Invasion fear of Axis rises

Nazis move imprisoned French leaders to Reich
By John A. Parris, United Press staff writer

GRAND JURY CALLED IN ‘FAKE STEEL’ PROBE
Irvin Works officers face federal quiz

Jurors to investigate charge of inferior metal furnished for war

Uniform ceilings on beef, mutton, lamb, veal fixed

OPA order designed to reduce many prices and help drive black markets out of business

Mine walkout over WLB near

450,000 may be called out by Lewis

Supreme Court acts –
Rent control argument due

Case involves suit over $10-a-month increase

U.S. currency plan includes return to gold standard

Senators hear Morgenthau outline post-war program for ‘world bank;’ America to deposit $5 billion

Farm groups ask Congress to beat veto

Inflation charge based on distorted figures, they say

Propaganda mailing hit

Washington –
Rep. Overton Brooks (D-LA) charged in the House today that the Office of War Information is sending such vast quantities of “propaganda literature” abroad that shipping space is not available for servicemen’s mail.
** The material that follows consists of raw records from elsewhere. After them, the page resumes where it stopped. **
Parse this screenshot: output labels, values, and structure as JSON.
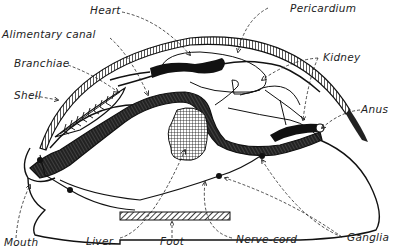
{
  "diagram": {
    "labels": {
      "heart": "Heart",
      "pericardium": "Pericardium",
      "alimentary_canal": "Alimentary canal",
      "kidney": "Kidney",
      "branchiae": "Branchiae",
      "shell": "Shell",
      "anus": "Anus",
      "mouth": "Mouth",
      "liver": "Liver",
      "foot": "Foot",
      "nerve_cord": "Nerve-cord",
      "ganglia": "Ganglia"
    },
    "colors": {
      "ink": "#1a1a1a",
      "background": "#ffffff"
    }
  }
}
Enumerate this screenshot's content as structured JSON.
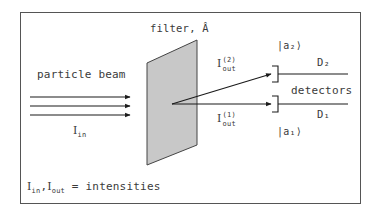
{
  "diagram": {
    "type": "physics-schematic",
    "labels": {
      "beam": "particle beam",
      "filter": "filter, ",
      "filter_operator": "Â",
      "input_intensity_symbol": "I",
      "input_intensity_sub": "in",
      "out2_symbol": "I",
      "out2_sup": "(2)",
      "out2_sub": "out",
      "out1_symbol": "I",
      "out1_sup": "(1)",
      "out1_sub": "out",
      "ket2": "|a₂⟩",
      "ket1": "|a₁⟩",
      "detector2": "D₂",
      "detector1": "D₁",
      "detectors": "detectors",
      "legend_I": "I",
      "legend_in": "in",
      "legend_sep": ",",
      "legend_I2": "I",
      "legend_out": "out",
      "legend_text": " = intensities"
    },
    "colors": {
      "line": "#1a1a1a",
      "frame": "#555555",
      "filter_fill": "#c8c8c8",
      "filter_edge": "#444444",
      "text": "#3a3a3a"
    },
    "nodes": [
      {
        "id": "beam",
        "label": "particle beam"
      },
      {
        "id": "filter",
        "label": "filter, Â"
      },
      {
        "id": "D1",
        "label": "D₁",
        "state": "|a₁⟩"
      },
      {
        "id": "D2",
        "label": "D₂",
        "state": "|a₂⟩"
      }
    ],
    "edges": [
      {
        "from": "beam",
        "to": "filter",
        "label": "I_in",
        "count": 3
      },
      {
        "from": "filter",
        "to": "D2",
        "label": "I_out^(2)"
      },
      {
        "from": "filter",
        "to": "D1",
        "label": "I_out^(1)"
      }
    ]
  }
}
Army cuts food 10% by reducing waste

Nurses sought to fill quota

Schools feel competition of WAVES and WAACs

Hamilton kin in flier

Goodfellow Field, Texas –
A student officer, 1st Lt. William Hamilton Swan, who is learning to fly at this Army Air Forces basic flying school, is not lacking in historical background. His great-great-grandfather on one side of the family was Alexander Hamilton, on the other side his great-great-grandfather Swan owned the land on which was fought the Battle of Bunker Hill. His home is in Tucson.